Germany’s Third Voluntary National Review (VNR) to the HLPF 2025

VNR 2025 Contribution by UN Women Deutschland e.V.

Implementation of feminist development policy and feminist foreign policy as part of the German Sustainable Development Strategy

Cover: Germany's Third Voluntary National Review to the HLPF 2025

This contribution refers to the following chapter of Germany's Third Voluntary National Review:

This contribution refers to the following chapter of Germany's Third Voluntary National Review:

The realisation of gender equality is one of the fundamental prerequisites for sustainable development. The guidelines for Feminist Foreign Policy and the strategy for Feminist Development Policy, together with the systematic application of UN Security Council Resolution 1325, form an indispensable basis for this. That basis must continue to be expanded.

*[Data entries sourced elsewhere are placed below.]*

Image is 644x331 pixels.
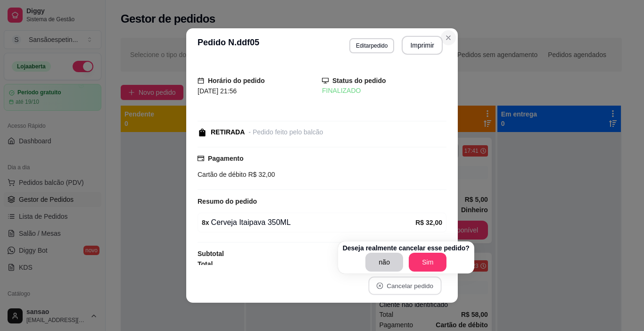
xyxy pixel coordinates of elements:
[416,219,443,226] strong: R$ 32,00
[343,243,470,253] p: Deseja realmente cancelar esse pedido?
[402,36,443,55] button: Imprimir
[365,253,403,272] button: não
[441,30,456,45] button: Close
[197,197,257,205] strong: Resumo do pedido
[208,155,243,162] strong: Pagamento
[208,77,265,85] strong: Horário do pedido
[197,155,205,162] span: credit-card
[247,171,276,178] span: R$ 32,00
[197,260,213,268] strong: Total
[202,219,210,226] strong: 8 x
[332,77,387,85] strong: Status do pedido
[368,277,441,296] button: close-circleCancelar pedido
[322,86,447,95] div: FINALIZADO
[322,77,328,84] span: desktop
[350,38,394,54] button: Editarpedido
[197,36,259,55] h3: Pedido N. ddf05
[377,283,383,289] span: close-circle
[409,253,447,272] button: Sim
[197,87,237,95] span: [DATE] 21:56
[197,77,205,84] span: calendar
[211,127,245,137] div: RETIRADA
[248,127,323,137] div: - Pedido feito pelo balcão
[197,171,247,178] span: Cartão de débito
[202,217,416,228] div: Cerveja Itaipava 350ML
[197,250,224,257] strong: Subtotal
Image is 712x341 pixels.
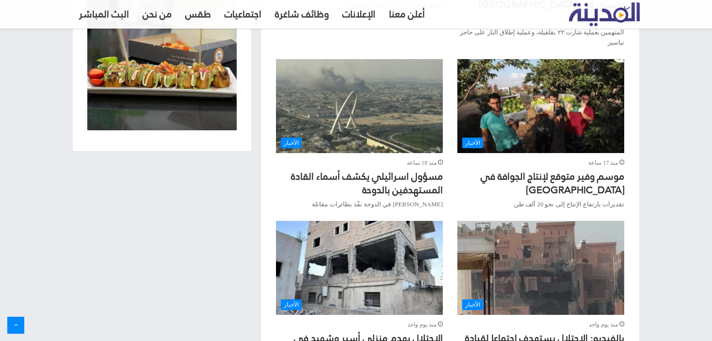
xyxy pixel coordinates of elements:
[281,300,302,310] span: الأخبار
[281,138,302,148] span: الأخبار
[276,199,443,209] p: [PERSON_NAME] في الدوحة نفّذ بطائرات مقاتلة
[276,59,443,153] img: صورة مسؤول اسرائيلي يكشف أسماء القادة المستهدفين بالدوحة
[457,59,624,153] a: موسم وفير متوقع لإنتاج الجوافة في قلقيلية
[276,59,443,153] a: مسؤول اسرائيلي يكشف أسماء القادة المستهدفين بالدوحة
[457,59,624,153] img: صورة موسم وفير متوقع لإنتاج الجوافة في قلقيلية
[481,167,624,199] a: موسم وفير متوقع لإنتاج الجوافة في [GEOGRAPHIC_DATA]
[569,2,640,26] img: تلفزيون المدينة
[407,320,443,330] span: منذ يوم واحد
[457,221,624,315] img: صورة بالفيديو: الاحتلال يستهدف اجتماعا لقيادة حماس في الدوحة
[588,158,624,168] span: منذ 17 ساعة
[462,300,483,310] span: الأخبار
[457,27,624,48] p: المتهمين بعملية شارت ٢٢ بقلقيلة، وعملية إطلاق النار على حاجز تياسير
[457,221,624,315] a: بالفيديو: الاحتلال يستهدف اجتماعا لقيادة حماس في الدوحة
[457,199,624,209] p: تقديرات بارتفاع الإنتاج إلى نحو 20 ألف طن
[291,167,443,199] a: مسؤول اسرائيلي يكشف أسماء القادة المستهدفين بالدوحة
[407,158,443,168] span: منذ 18 ساعة
[569,3,640,27] a: تلفزيون المدينة
[462,138,483,148] span: الأخبار
[276,221,443,315] img: صورة الاحتلال يهدم منزلي أسير وشهيد في الخليل وطوباس
[589,320,624,330] span: منذ يوم واحد
[276,221,443,315] a: الاحتلال يهدم منزلي أسير وشهيد في الخليل وطوباس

However, the three Rs (women's rights, resources and representation) laid down in Germany's feminist foreign and development policy must be implemented across ALL policy fields – including in national policies within Germany. Gender equality must become the guiding principle for all policy fields. The systematic use of gender impact assessments in combination with gender budgeting and a national gender equality strategy that is part of national legislation can help achieve the necessary acceleration of progress. This also means that all transformation processes must include an intersectional gender perspective.

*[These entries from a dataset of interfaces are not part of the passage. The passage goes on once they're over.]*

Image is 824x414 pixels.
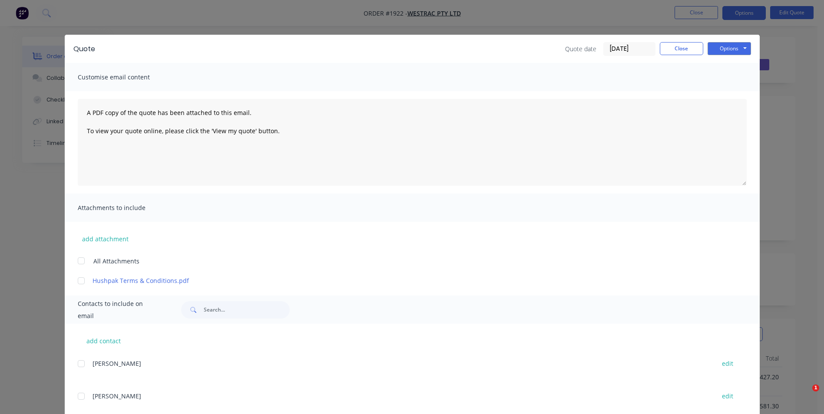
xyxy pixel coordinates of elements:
[78,71,173,83] span: Customise email content
[78,232,133,245] button: add attachment
[708,42,751,55] button: Options
[73,44,95,54] div: Quote
[717,390,738,402] button: edit
[812,385,819,392] span: 1
[660,42,703,55] button: Close
[78,99,747,186] textarea: A PDF copy of the quote has been attached to this email. To view your quote online, please click ...
[717,358,738,370] button: edit
[78,334,130,347] button: add contact
[78,298,160,322] span: Contacts to include on email
[93,360,141,368] span: [PERSON_NAME]
[93,257,139,266] span: All Attachments
[78,202,173,214] span: Attachments to include
[204,301,290,319] input: Search...
[93,392,141,400] span: [PERSON_NAME]
[93,276,706,285] a: Hushpak Terms & Conditions.pdf
[565,44,596,53] span: Quote date
[794,385,815,406] iframe: Intercom live chat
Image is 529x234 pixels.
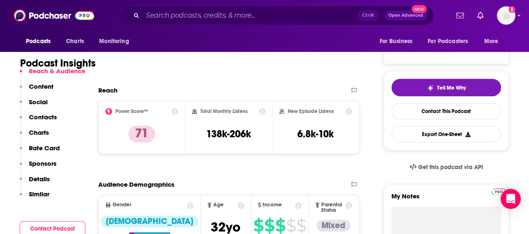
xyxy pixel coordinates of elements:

In order to realise gender equality, structural disadvantages must be overcome, both nationally and internationally. This is the only way to achieve women's equal participation in all sectors of society, their economic independence, equal pay for equal work and for work of equal value, fair distribution of unpaid care work, improved work-family balance, equal opportunities for employment and advancement, and gender parity in parliaments and in leadership positions in governments, administrative bodies, the private sector, academia etc. – in short, equal opportunities to realise one's potential. By introducing binding and effective regulations to overcome structural disadvantages, such as the German Act on the Equal Participation of Women and Men in Leadership Positions in the Private and the Public Sector (FüPoG I and II), progress can be achieved in the short to medium term. Relying on voluntary action, by contrast, stalls progress. Investing in gender equality means investing in a better future for all, both nationally and internationally.
A life free of violence and the freedom to decide about their sexual and reproductive rights must become reality for all women and girls.